Task objective:
Some of the lines below need repeating. Reproduce exactly those between the lines holding "The image size is (630, 1365)." and "Task: Click on the Auto(1.4) New Reyting", inclusive.

Stored records
◆ ◆ ◆ ◆

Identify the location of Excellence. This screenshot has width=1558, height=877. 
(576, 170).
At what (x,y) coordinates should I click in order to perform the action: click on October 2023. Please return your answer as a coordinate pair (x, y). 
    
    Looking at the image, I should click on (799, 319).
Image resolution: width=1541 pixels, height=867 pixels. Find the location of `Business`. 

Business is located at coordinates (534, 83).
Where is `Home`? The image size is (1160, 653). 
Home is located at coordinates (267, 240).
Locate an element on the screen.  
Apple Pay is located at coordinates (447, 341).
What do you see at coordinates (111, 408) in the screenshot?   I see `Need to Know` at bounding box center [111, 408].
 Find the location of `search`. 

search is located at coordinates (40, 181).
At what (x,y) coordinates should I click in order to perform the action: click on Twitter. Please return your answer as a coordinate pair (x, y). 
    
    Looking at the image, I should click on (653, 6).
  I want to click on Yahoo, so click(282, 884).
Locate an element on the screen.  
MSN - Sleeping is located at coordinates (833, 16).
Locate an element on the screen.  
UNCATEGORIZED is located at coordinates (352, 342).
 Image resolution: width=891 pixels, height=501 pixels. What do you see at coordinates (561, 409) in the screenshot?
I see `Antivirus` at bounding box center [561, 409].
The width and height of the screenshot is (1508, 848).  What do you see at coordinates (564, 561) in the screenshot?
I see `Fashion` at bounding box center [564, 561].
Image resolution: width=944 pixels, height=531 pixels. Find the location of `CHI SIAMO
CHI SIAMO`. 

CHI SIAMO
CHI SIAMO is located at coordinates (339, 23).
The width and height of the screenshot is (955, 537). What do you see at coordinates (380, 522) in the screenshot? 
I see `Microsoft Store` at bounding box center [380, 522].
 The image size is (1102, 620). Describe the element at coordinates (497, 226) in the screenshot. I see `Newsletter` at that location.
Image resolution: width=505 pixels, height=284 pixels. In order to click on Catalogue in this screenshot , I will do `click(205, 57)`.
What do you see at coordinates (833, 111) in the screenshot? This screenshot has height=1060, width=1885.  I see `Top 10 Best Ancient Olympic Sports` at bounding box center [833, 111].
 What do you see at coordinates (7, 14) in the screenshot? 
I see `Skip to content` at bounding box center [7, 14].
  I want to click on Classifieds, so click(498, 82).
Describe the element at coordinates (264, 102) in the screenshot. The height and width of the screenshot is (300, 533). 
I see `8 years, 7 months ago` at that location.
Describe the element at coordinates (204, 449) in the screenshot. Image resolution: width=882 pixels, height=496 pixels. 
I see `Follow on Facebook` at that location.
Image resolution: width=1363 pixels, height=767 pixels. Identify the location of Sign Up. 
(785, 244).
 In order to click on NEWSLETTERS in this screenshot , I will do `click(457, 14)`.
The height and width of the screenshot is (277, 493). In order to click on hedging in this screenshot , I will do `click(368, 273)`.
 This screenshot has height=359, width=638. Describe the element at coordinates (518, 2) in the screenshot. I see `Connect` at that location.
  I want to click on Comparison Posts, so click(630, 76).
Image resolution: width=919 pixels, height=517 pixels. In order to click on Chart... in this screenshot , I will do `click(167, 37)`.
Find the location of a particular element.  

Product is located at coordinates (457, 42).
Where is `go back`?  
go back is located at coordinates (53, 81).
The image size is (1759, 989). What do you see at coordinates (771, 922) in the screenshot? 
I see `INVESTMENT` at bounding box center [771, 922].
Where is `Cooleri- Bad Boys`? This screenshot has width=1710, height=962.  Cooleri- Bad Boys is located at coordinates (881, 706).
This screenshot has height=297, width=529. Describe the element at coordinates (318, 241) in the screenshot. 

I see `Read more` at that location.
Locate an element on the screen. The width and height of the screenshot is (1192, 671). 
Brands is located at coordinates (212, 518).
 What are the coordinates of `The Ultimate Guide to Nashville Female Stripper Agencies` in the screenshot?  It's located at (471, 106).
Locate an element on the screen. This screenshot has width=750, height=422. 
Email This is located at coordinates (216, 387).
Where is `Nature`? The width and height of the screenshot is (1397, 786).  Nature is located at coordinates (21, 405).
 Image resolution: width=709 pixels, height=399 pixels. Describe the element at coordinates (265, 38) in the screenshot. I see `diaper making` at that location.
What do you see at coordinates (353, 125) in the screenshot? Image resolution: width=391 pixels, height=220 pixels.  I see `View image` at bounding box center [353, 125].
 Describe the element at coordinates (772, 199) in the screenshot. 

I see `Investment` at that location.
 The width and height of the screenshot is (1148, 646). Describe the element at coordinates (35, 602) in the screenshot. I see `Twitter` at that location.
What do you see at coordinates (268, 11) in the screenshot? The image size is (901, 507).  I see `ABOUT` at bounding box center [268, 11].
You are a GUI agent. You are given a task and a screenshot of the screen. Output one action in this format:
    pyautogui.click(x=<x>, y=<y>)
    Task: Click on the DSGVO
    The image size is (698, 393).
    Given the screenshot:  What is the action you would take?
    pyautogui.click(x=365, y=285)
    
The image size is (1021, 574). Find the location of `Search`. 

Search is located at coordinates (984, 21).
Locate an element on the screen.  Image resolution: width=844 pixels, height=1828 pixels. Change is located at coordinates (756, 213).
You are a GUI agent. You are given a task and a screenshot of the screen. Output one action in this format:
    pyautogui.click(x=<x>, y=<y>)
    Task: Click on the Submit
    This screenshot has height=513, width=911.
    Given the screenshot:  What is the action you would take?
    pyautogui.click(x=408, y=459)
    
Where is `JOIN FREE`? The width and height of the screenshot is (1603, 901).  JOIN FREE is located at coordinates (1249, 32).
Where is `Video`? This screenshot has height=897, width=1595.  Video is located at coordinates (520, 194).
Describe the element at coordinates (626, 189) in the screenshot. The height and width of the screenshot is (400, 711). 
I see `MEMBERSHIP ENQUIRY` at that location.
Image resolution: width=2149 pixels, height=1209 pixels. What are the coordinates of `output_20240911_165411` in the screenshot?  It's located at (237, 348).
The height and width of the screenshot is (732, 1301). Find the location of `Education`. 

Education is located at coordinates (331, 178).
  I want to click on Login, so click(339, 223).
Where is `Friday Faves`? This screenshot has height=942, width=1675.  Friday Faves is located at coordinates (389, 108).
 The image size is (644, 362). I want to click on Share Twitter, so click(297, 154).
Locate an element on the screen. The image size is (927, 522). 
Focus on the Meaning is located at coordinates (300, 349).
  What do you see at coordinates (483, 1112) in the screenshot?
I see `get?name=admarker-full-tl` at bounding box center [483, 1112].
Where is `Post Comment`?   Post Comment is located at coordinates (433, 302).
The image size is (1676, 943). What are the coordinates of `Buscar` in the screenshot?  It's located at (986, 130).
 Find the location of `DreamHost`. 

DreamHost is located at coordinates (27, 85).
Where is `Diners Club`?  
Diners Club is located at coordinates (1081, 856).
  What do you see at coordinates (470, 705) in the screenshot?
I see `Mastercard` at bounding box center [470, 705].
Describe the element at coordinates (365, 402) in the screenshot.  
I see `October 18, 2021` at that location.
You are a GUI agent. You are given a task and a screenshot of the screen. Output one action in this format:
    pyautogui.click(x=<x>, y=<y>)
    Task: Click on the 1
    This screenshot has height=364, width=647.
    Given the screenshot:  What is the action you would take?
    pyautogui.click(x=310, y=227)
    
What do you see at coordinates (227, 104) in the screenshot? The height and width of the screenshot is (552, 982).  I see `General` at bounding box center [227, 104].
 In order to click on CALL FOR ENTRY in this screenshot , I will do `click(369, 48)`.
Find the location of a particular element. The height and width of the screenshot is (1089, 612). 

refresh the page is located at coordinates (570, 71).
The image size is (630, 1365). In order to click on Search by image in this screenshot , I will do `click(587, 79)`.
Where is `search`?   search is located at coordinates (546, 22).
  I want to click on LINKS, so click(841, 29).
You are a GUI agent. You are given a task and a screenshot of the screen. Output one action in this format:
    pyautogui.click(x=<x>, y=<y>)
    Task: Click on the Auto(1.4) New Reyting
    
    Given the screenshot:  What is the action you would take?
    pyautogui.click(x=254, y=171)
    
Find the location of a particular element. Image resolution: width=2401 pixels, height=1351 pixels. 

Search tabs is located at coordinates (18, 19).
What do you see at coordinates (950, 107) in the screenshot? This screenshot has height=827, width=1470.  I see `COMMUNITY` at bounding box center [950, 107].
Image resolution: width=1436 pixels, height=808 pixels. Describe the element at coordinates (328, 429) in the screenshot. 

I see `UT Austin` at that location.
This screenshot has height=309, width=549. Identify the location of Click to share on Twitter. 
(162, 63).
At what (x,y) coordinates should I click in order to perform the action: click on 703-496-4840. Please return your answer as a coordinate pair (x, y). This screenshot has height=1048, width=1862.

◆ ◆ ◆ ◆

Written response:
The image size is (630, 1365). In order to click on Search by image in this screenshot , I will do `click(587, 79)`.
Where is `search`?   search is located at coordinates (546, 22).
  I want to click on LINKS, so click(841, 29).
You are a GUI agent. You are given a task and a screenshot of the screen. Output one action in this format:
    pyautogui.click(x=<x>, y=<y>)
    Task: Click on the Auto(1.4) New Reyting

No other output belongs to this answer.